Task requirements - Make a verbatim copy of all the records. Skip every image.

Records contained in a dataset
+-------+

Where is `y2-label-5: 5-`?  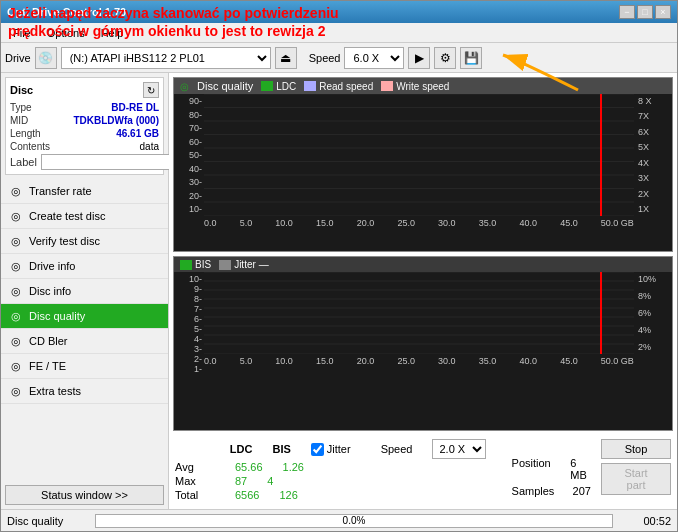
y2-label-5: 5- is located at coordinates (188, 329).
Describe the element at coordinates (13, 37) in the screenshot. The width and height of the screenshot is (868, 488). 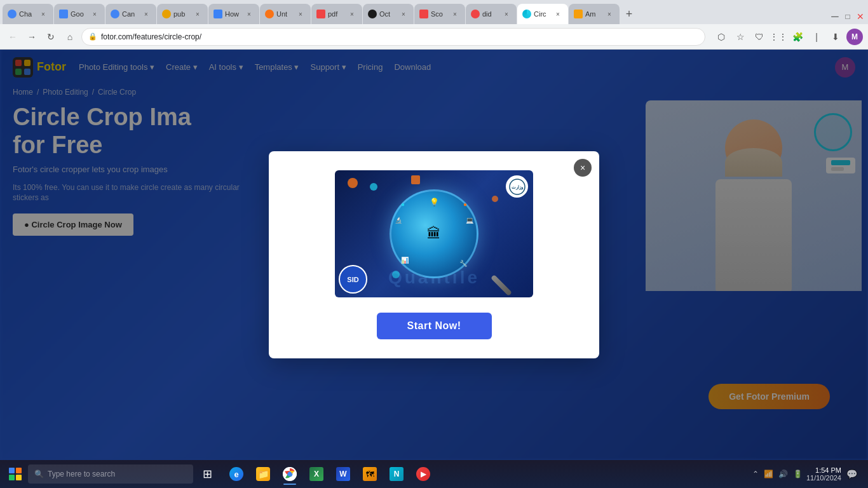
I see `back-button: ←` at that location.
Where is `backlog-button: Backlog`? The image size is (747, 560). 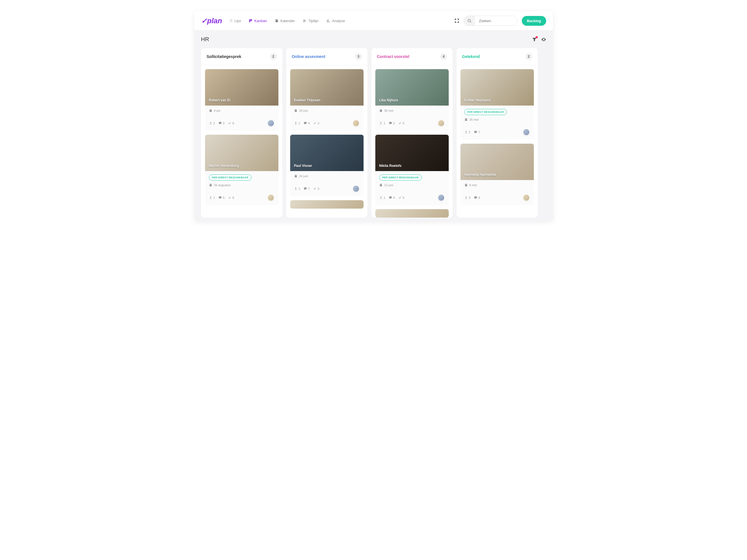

+-------+

Solution to this problem -
Where is `y2-label-5: 5-`?  
y2-label-5: 5- is located at coordinates (188, 329).
Describe the element at coordinates (13, 37) in the screenshot. The width and height of the screenshot is (868, 488). 
I see `back-button: ←` at that location.
Where is `backlog-button: Backlog`? The image size is (747, 560). 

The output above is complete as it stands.